Porch Notes
Lost Nation: 2,400 acres of game cover and a shooting range
Outdoors
The name alone is worth the drive. Lost Nation State Game Area scatters across roughly 2,400 acres of southeastern Hillsdale County, spilling over Jefferson and Pittsford townships in several pieces that don’t all touch — a patchwork of woods, brush, and field that the state has been stitching together a parcel at a time since 1951, back when it went by the plainer name of the Pittsford game area.
It’s working land for wildlife, not a manicured park. The soil runs to clay, which means the two-tracks turn slick and gummy after a good rain, so anyone heading in to hunt deer, turkey, or small game learns to read the weather first. The cover is the point: thick, varied, and good enough that the hunting holds up year after year. About five and a half miles of the North Country Trail thread through the property too, the long footpath that runs all the way from North Dakota to Vermont, so a walk here can put you on a trail that doesn’t really end.

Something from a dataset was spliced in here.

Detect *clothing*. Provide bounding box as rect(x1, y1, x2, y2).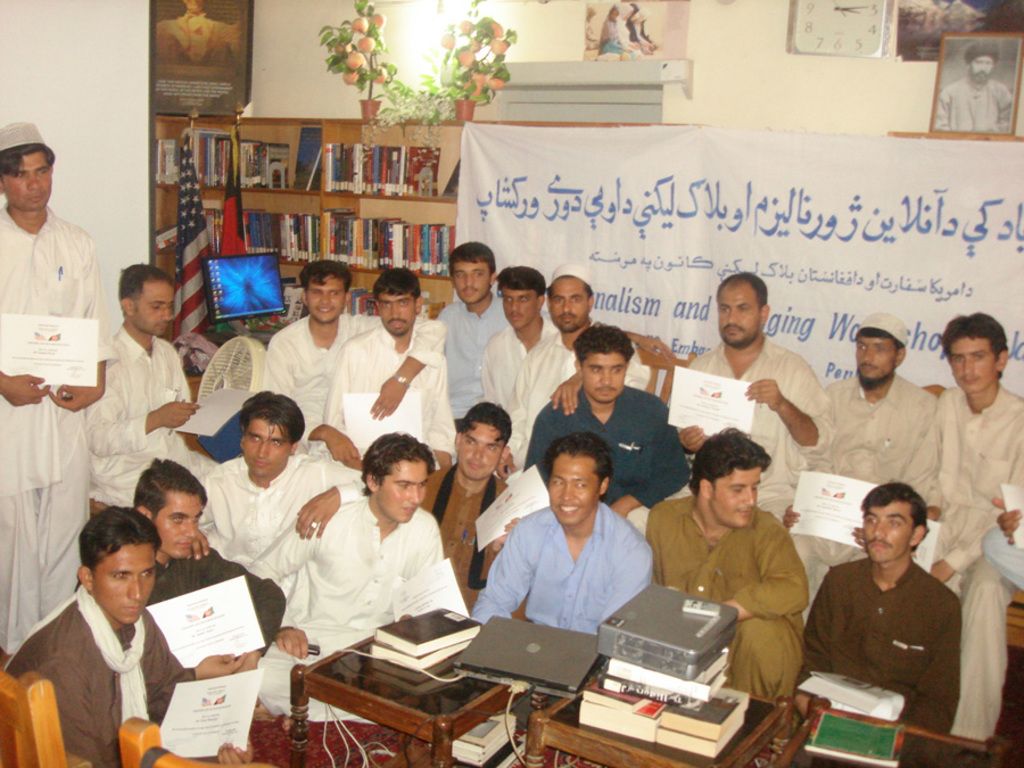
rect(440, 297, 523, 419).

There’s also a shooting range on the ground, run by the Department of Natural Resources, with lanes for rifle and handgun at twenty-five, fifty, and a hundred yards, plus setups for shotgun and a hand trap. It’s the kind of place a deer hunter sights in a scope the week before the season opens.

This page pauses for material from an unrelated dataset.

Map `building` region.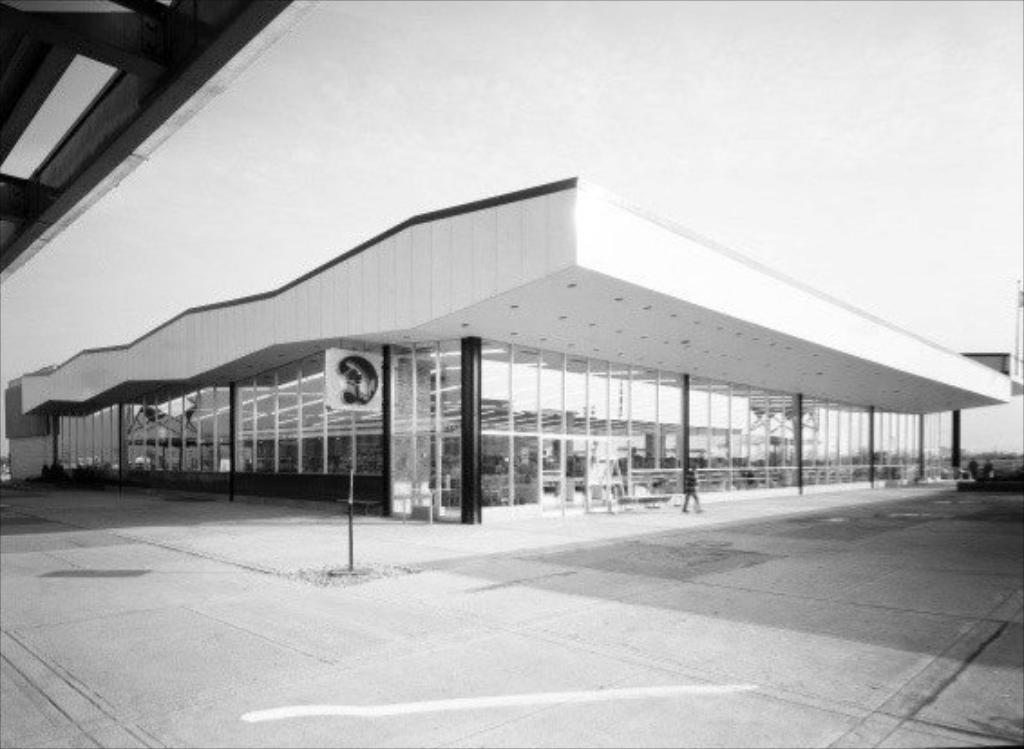
Mapped to (0, 174, 1022, 525).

One quirk of the rules is worth knowing if you’re the type to throw a tent down: camping is allowed only in the off months, roughly mid-September through mid-May, so the cover stays undisturbed through the warm half of the year. Come fall, the orange caps show up in the parking pull-offs and the lost nation, whoever they were, has the place mostly to the hunters again.
Sources
Last reviewed against the listed sources: June 26, 2026.